Literature dedicated to Ovid

  • A. S. Pushkin to Ovid.
  • I. M. Tronsky A History of Ancient Literature: Ovid.
  • S. Osherov Lyrics and Epics of Ovid.
  • Drimba O. Ovid. Poet of Rome and Tom / Per. from Romanian.. - Bucharest, 1963. - 291 p.
  • Gagua I.P. Ovid Nason and ancient Colchis. - Tb. : Publishing house Tb. un-ta, 1984. - 124 p. - 1500 copies.

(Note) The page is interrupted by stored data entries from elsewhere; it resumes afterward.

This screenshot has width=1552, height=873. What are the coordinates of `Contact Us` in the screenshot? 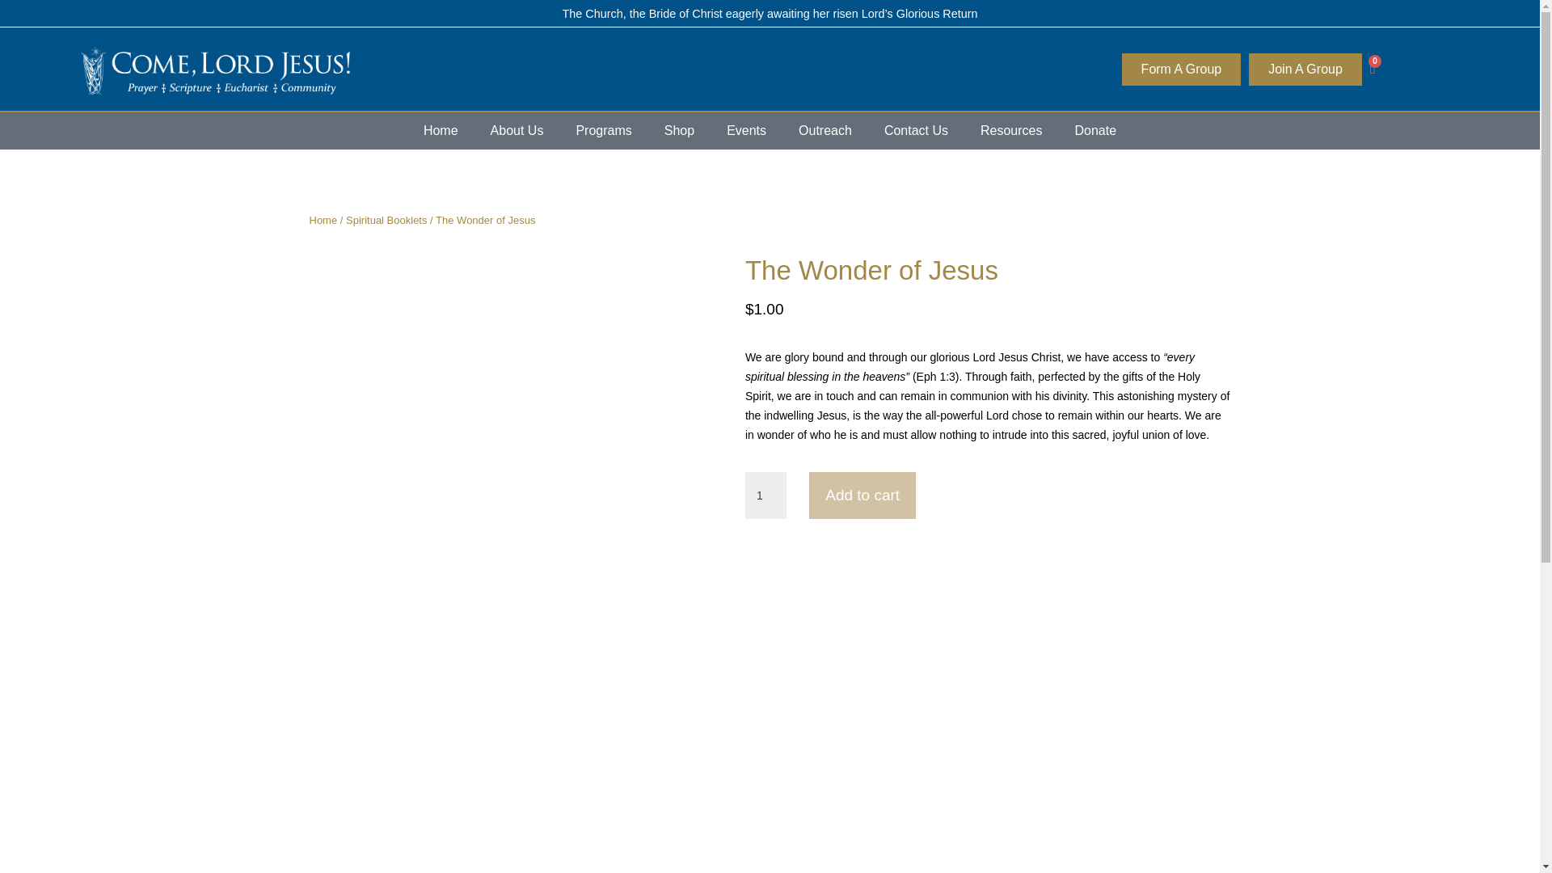 It's located at (915, 131).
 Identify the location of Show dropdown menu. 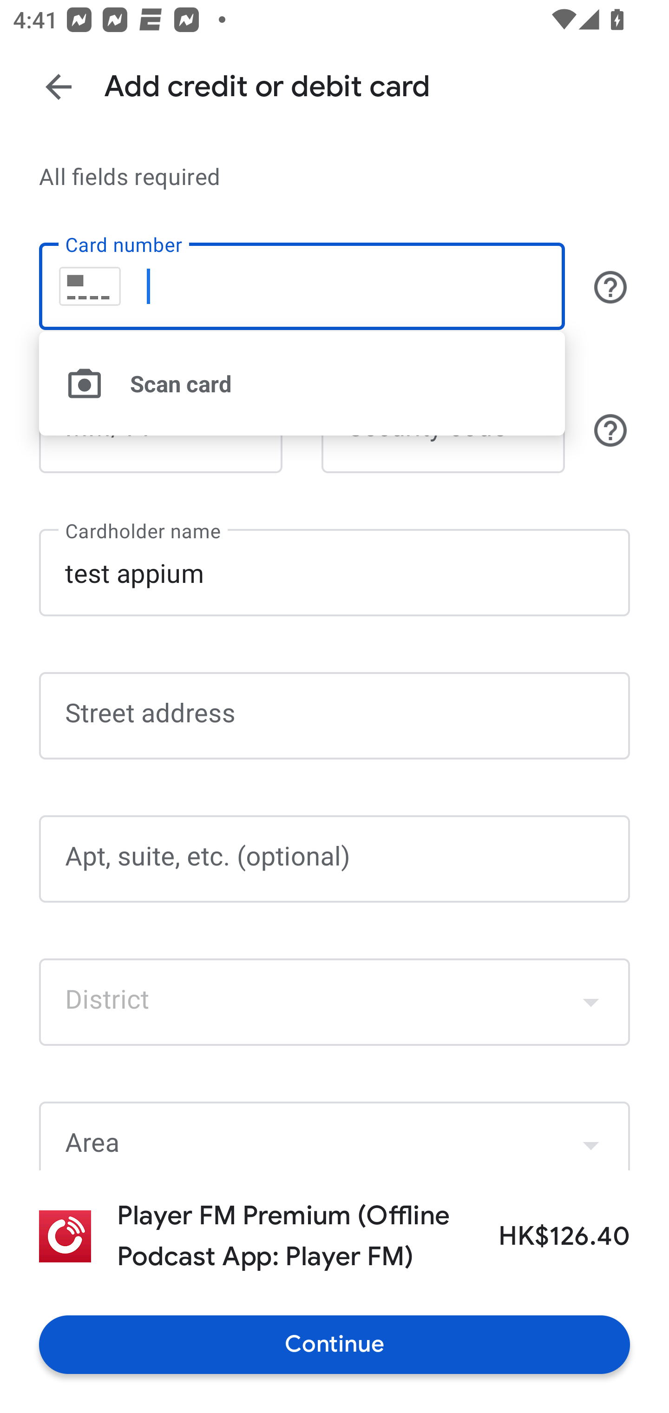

  • Podosinov A.V. Works of Ovid as a source for the history of Eastern Europe and Transcaucasia: Texts, translation, commentary. - M .: Nauka, 1985. - 288 p. - (Ancient sources on the history of the peoples of the USSR). - 14,000 copies.
  • Vulikh N.V. Ovid. - M ., 1996. - 282 p. - (Life of remarkable people). - 10,000 copies.
  • Cherkassky L.E. Roman exile and wanderer from the kingdom of Wei: Publius Ovid Nason (43 BC - 17 AD) and Cao Zhi (192-232) // Historical and Philological Studies: Collection of Articles for 70- anniversary of Academician N.I. Conrad. M., 1967.- S.407-415.